If you Google MathWorld Cosine Law, you can find the equations that relate angles and sides in a triangle.

Next you have to translate that into notation that is acceptable to Mathematica. Mathematica uses radians instead of degrees, but you can write 70 Degree and Mathematica will understand that. Mathematica is also case sensitive and some upper case names, like C and N, have been defined as internal functions. Use one of those as a variable name and you will find grief. So for those angles A, B and C I use names aA, aB and aC. Parts of Mathematica often have problems with decimal numbers and using exact fractions can sometimes avoid those. Then you can later translate back to decimals to inspect your result. Many new users find the function Solve and assume that is the answer to all their problems, but for more complicated problems the Reduce function can be more powerful and get a correct answer. And watch out for = versus == versus :=, those are all very different and get new users into all kinds of problems. Watch out for bc, which Mathematica thinks is a variable with a two letter name, while b c or b*c are two variables multiplied together. Remember it is always Cos[angle] and not Cos(angle) or cos(AnGle) or cos angle. Hopefully this is enough background to get you oriented and try to keep you out of trouble.

Let's give Reduce the information you have provided and those three equations from the Cosine Law, ask it to find what the two unknown sides are and finally use the N function to turn the result back to decimal, and for this problem that simplifies the answer at the same time.

In[1]:= N[Reduce[{aC == 90 Degree, aB == 70 Degree, aA == 20 Degree, a == 3/4,
   a^2 == b^2 + c^2 - 2 b c Cos[aA],
   b^2 == a^2 + c^2 - 2 a c Cos[aB],
   c^2 == a^2 + b^2 - 2 a b Cos[aC]}, {b, c}]]

Out[1]= a == 0.75 && aA == 0.349066 && aB == 1.22173 && aC == 1.5708 && b == 2.06061 && c == 2.19285

For some reason that gives back some things you already knew, a==0.75 and it tells you your three angles in radians. If you get a number q that is an angle in radians and you want to know what that is in degrees then you can calculate q/Degree. But it finally tells you what you asked for, the lengths of your two unknown sides b and c. If you choose the correct one of those sides then you should be able to calculate the diameter that you desire.

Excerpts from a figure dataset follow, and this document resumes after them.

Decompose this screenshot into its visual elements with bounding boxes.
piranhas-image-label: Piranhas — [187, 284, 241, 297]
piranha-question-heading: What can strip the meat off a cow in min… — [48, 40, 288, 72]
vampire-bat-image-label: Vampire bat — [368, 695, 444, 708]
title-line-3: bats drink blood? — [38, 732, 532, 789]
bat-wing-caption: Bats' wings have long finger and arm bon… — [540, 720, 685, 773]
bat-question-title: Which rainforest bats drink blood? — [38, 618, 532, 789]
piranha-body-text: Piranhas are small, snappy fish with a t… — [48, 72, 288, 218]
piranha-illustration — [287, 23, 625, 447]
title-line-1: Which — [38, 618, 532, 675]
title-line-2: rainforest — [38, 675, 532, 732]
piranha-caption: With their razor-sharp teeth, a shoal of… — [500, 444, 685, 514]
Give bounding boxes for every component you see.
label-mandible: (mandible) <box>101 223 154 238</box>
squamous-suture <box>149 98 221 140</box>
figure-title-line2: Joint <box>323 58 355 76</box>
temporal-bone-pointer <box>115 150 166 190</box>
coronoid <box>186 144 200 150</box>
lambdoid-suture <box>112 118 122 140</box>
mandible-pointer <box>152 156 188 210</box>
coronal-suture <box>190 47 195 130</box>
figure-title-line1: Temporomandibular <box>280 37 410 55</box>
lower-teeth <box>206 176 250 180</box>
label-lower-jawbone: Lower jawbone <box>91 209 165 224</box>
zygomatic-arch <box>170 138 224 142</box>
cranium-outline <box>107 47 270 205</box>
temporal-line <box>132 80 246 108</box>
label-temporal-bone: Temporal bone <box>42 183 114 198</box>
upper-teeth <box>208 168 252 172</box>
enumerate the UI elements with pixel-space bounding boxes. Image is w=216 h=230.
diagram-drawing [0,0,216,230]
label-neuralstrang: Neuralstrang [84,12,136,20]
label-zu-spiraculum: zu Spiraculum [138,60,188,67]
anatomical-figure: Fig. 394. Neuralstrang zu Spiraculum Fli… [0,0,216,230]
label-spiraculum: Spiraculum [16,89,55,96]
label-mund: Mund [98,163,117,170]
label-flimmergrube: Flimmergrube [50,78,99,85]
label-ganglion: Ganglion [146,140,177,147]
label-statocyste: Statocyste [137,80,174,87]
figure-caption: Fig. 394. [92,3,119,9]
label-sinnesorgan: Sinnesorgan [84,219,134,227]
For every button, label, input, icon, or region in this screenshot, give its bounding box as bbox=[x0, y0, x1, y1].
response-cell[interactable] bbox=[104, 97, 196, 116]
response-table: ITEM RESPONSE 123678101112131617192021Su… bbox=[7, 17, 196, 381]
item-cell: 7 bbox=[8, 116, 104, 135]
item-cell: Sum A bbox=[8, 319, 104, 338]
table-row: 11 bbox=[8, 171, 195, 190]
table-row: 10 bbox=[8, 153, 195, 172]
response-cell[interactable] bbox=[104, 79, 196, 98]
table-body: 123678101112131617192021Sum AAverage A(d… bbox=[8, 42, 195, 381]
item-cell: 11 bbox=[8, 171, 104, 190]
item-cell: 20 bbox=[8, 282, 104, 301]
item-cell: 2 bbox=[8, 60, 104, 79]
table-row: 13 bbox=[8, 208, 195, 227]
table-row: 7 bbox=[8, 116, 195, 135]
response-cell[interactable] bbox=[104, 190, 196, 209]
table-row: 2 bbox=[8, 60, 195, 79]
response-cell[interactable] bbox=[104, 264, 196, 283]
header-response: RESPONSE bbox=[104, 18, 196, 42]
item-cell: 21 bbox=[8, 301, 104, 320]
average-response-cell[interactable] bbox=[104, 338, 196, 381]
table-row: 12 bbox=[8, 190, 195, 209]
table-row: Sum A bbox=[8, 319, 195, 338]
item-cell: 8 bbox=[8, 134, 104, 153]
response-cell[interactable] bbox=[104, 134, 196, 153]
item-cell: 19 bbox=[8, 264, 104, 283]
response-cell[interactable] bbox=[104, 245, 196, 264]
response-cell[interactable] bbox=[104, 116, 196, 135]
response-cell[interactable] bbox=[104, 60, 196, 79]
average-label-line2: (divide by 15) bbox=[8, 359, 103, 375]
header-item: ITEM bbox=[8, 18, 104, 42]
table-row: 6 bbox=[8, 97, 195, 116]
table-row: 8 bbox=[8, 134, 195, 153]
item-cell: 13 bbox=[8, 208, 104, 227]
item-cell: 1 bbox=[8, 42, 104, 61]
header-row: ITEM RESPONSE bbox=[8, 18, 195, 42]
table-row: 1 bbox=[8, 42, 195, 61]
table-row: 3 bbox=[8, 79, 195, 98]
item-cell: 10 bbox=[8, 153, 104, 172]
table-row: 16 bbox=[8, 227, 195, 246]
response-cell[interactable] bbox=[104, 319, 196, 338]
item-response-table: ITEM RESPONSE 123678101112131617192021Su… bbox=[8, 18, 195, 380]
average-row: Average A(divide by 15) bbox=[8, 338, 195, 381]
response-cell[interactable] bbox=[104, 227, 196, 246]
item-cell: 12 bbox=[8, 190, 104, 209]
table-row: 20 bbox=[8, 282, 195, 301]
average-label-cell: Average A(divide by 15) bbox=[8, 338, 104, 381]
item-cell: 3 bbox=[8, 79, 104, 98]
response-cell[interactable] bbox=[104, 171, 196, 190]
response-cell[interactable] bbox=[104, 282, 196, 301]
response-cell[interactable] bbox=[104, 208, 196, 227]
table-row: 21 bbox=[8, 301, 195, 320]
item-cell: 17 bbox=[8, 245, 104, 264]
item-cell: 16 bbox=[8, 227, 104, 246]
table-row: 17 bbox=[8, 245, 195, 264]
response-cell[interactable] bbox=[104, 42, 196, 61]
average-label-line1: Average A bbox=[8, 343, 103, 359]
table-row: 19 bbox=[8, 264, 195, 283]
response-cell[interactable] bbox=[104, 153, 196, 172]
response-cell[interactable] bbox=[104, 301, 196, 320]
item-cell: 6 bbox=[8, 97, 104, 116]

Study this. Test this on simpler problems where you know what the answer should be and see if it finds the correct answer. Try giving it sides and see if it can find angles. You have to be a little careful with angles because the Cosine Law gives the same answer for 90 degrees that it does for 90+360 or 90+7*360 and you may have to include something like 0<=aA<360 Degree to let Reduce know that you are assuming any angle has to be between 0 and 360 degrees.